> **YOUR ASSIGNMENT**
The data must be transcribed exactly, with no line missing.

START DATA SUPPLIED

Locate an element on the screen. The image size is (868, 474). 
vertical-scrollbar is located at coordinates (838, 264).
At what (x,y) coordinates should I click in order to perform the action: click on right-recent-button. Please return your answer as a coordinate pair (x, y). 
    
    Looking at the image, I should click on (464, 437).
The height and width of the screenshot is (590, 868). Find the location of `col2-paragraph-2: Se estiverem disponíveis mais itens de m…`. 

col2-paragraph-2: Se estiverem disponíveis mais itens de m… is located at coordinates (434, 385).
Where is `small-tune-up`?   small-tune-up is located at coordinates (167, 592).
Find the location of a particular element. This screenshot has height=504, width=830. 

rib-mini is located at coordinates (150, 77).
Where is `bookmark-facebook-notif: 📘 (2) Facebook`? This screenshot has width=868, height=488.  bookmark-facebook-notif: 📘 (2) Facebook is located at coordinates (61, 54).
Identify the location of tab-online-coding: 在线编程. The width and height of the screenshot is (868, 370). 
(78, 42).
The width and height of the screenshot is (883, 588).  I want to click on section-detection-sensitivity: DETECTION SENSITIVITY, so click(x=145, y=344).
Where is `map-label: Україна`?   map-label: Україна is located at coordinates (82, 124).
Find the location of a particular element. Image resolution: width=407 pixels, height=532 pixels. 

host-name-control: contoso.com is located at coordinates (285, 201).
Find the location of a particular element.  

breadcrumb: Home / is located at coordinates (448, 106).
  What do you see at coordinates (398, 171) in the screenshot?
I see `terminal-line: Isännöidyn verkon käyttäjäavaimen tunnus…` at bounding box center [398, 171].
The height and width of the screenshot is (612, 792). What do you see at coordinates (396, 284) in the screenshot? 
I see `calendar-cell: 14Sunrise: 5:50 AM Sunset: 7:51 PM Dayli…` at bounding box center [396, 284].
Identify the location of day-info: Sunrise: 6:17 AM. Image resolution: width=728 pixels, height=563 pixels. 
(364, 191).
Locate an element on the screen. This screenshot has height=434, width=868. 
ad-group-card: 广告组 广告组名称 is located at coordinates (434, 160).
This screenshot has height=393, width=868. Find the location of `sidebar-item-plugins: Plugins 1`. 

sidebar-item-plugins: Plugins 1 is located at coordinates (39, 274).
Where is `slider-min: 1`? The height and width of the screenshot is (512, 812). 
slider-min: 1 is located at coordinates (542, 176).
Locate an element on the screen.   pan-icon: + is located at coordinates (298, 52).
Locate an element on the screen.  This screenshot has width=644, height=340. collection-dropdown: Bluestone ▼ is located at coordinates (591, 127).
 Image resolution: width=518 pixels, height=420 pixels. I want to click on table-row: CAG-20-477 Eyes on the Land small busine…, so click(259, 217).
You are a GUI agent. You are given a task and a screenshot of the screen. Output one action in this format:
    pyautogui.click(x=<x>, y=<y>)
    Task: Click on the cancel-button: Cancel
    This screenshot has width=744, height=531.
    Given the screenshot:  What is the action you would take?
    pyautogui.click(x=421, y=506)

END DATA SUPPLIED

> **ANSWER TO THIS TASK**
Locate an element on the screen. The image size is (868, 474). 
vertical-scrollbar is located at coordinates (838, 264).
At what (x,y) coordinates should I click in order to perform the action: click on right-recent-button. Please return your answer as a coordinate pair (x, y). 
    
    Looking at the image, I should click on (464, 437).
The height and width of the screenshot is (590, 868). Find the location of `col2-paragraph-2: Se estiverem disponíveis mais itens de m…`. 

col2-paragraph-2: Se estiverem disponíveis mais itens de m… is located at coordinates (434, 385).
Where is `small-tune-up`?   small-tune-up is located at coordinates (167, 592).
Find the location of a particular element. This screenshot has height=504, width=830. 

rib-mini is located at coordinates (150, 77).
Where is `bookmark-facebook-notif: 📘 (2) Facebook`? This screenshot has width=868, height=488.  bookmark-facebook-notif: 📘 (2) Facebook is located at coordinates (61, 54).
Identify the location of tab-online-coding: 在线编程. The width and height of the screenshot is (868, 370). 
(78, 42).
The width and height of the screenshot is (883, 588).  I want to click on section-detection-sensitivity: DETECTION SENSITIVITY, so click(x=145, y=344).
Where is `map-label: Україна`?   map-label: Україна is located at coordinates (82, 124).
Find the location of a particular element. Image resolution: width=407 pixels, height=532 pixels. 

host-name-control: contoso.com is located at coordinates (285, 201).
Find the location of a particular element.  

breadcrumb: Home / is located at coordinates (448, 106).
  What do you see at coordinates (398, 171) in the screenshot?
I see `terminal-line: Isännöidyn verkon käyttäjäavaimen tunnus…` at bounding box center [398, 171].
The height and width of the screenshot is (612, 792). What do you see at coordinates (396, 284) in the screenshot? 
I see `calendar-cell: 14Sunrise: 5:50 AM Sunset: 7:51 PM Dayli…` at bounding box center [396, 284].
Identify the location of day-info: Sunrise: 6:17 AM. Image resolution: width=728 pixels, height=563 pixels. 
(364, 191).
Locate an element on the screen. This screenshot has height=434, width=868. 
ad-group-card: 广告组 广告组名称 is located at coordinates (434, 160).
This screenshot has height=393, width=868. Find the location of `sidebar-item-plugins: Plugins 1`. 

sidebar-item-plugins: Plugins 1 is located at coordinates (39, 274).
Where is `slider-min: 1`? The height and width of the screenshot is (512, 812). 
slider-min: 1 is located at coordinates (542, 176).
Locate an element on the screen.   pan-icon: + is located at coordinates (298, 52).
Locate an element on the screen.  This screenshot has width=644, height=340. collection-dropdown: Bluestone ▼ is located at coordinates (591, 127).
 Image resolution: width=518 pixels, height=420 pixels. I want to click on table-row: CAG-20-477 Eyes on the Land small busine…, so click(259, 217).
You are a GUI agent. You are given a task and a screenshot of the screen. Output one action in this format:
    pyautogui.click(x=<x>, y=<y>)
    Task: Click on the cancel-button: Cancel
    This screenshot has width=744, height=531.
    Given the screenshot:  What is the action you would take?
    pyautogui.click(x=421, y=506)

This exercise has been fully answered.